Ever since its creation, New Settings has regularly accompanied artists through pivotal moments in their careers. This year, it supports the Anagoor company, which was awarded the Silver Lion at the 46th International Theatre Festival in Venice, and whose adaptation of Aeschylus’s Oresteia offers a grand visual and poetic fresco. The Foundation also supports Nora Chipaumire’s new work on the feminine experience of adolescence, to be presented at the Théâtre de la Cité Internationale in Paris before travelling to New York thanks to a partnership with the FIAF (French Institute Alliance Française). Similarly, Émilie Rousset’s second play, co-written with Louise Hémon and entitled Grand Débat, features in New Settings before a run as part of the Festival d’Automne in Paris.

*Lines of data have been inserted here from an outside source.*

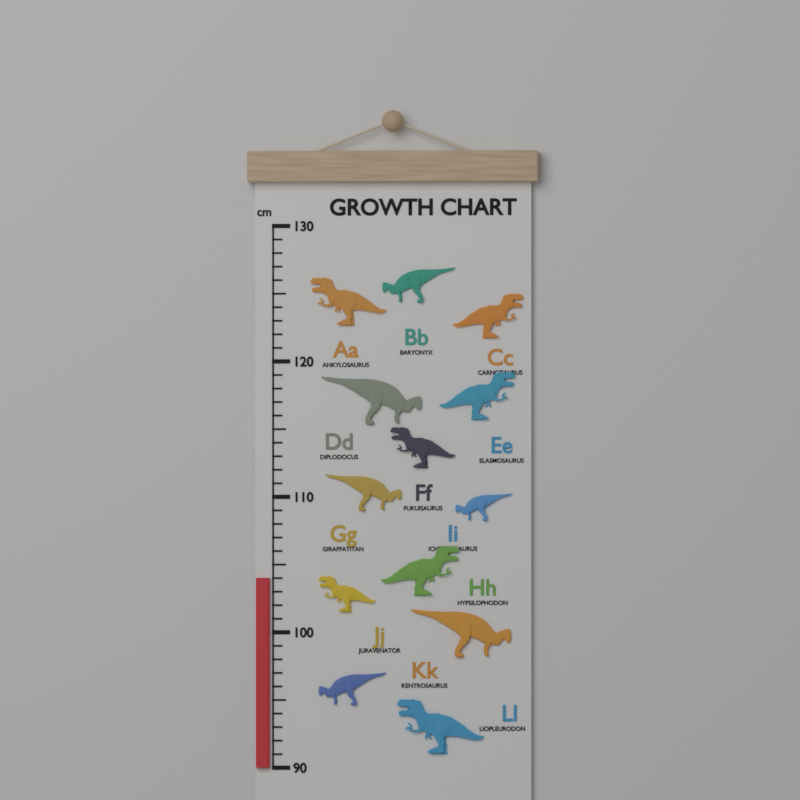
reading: 104 cm
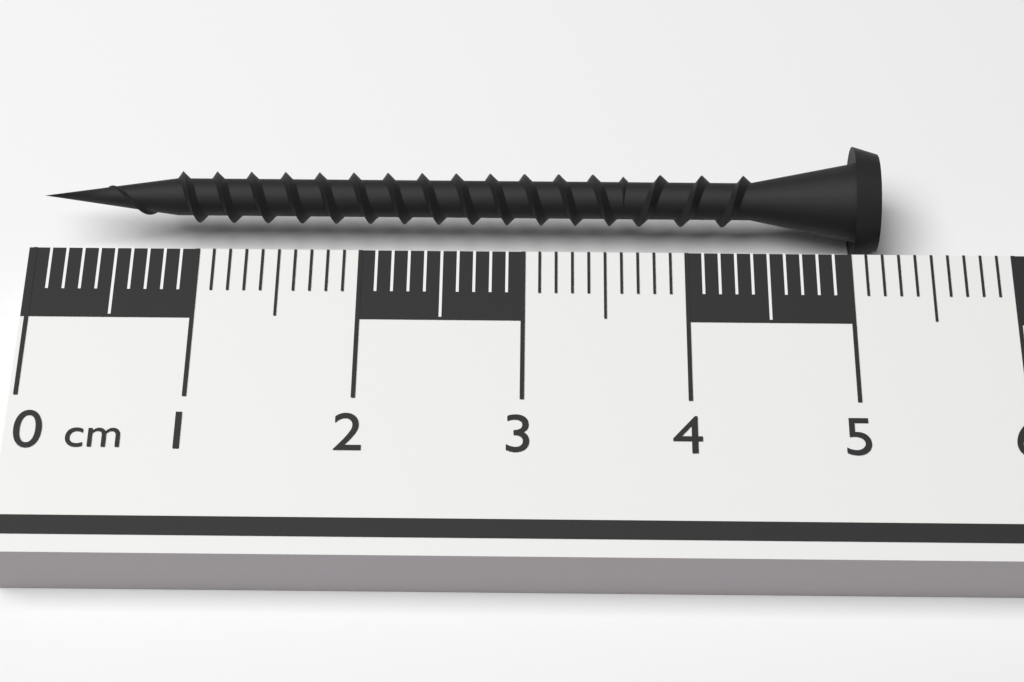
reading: 5.2 cm
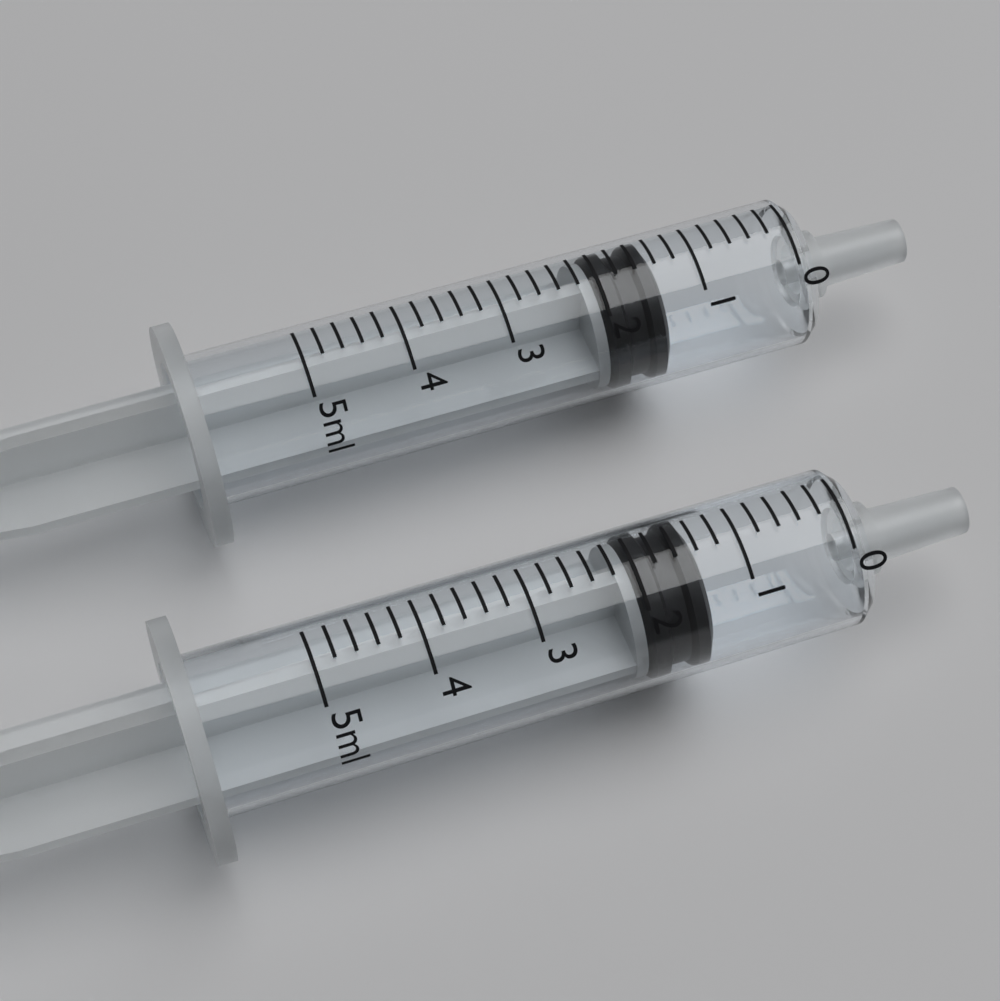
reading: 1.4 ml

The Foundation also looks to support artists through long-term partnerships. Ola Maciejewska participated in New Settings in 2016, before going on to develop a work – inspired by an instrument invented by Léon Theremin – that sets up a dialogue between dancing bodies and musical flights. Following the presentation of two solos as part of New Settings, Ali Moini has turned to a collective approach to explore gestures that express phenomena of force and pressure. Finally, after the subterranean stars of his 2016 piece, a new work by Philippe Quesne explores the open-air adventures of the survivors of a mysterious aeroplane crash.

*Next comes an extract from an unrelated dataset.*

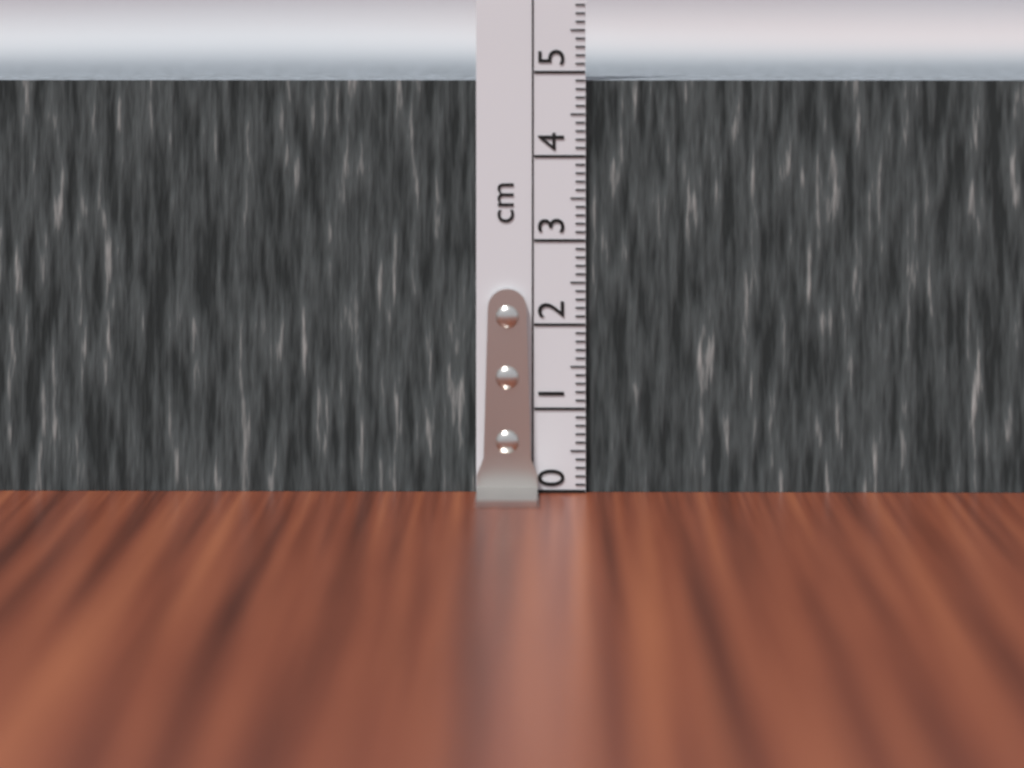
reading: 4.9 cm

These pieces were selected through an annual call for projects open to artists from across the world, and thanks to ongoing dialogues with the various partners of the programme: the Théâtre de la Cité Internationale, the Festival d’Automne in Paris, the Théâtre Nanterre-Amandiers, the Théâtre de la Ville, the Centre Pompidou and the FIAF – French Institute Alliance Française in New York.

Disciplines
Performing arts
Lieu
Île-de-France region
France
New Settings accompanies the creation of works that play on the boundary between the performing and visual arts.
New Settings accompanies the creation of works which blend aesthetics and techniques between the performing and visual arts.
In 2018, New Settings accompanies thirteen works from their development through to their presentation in Paris and New York.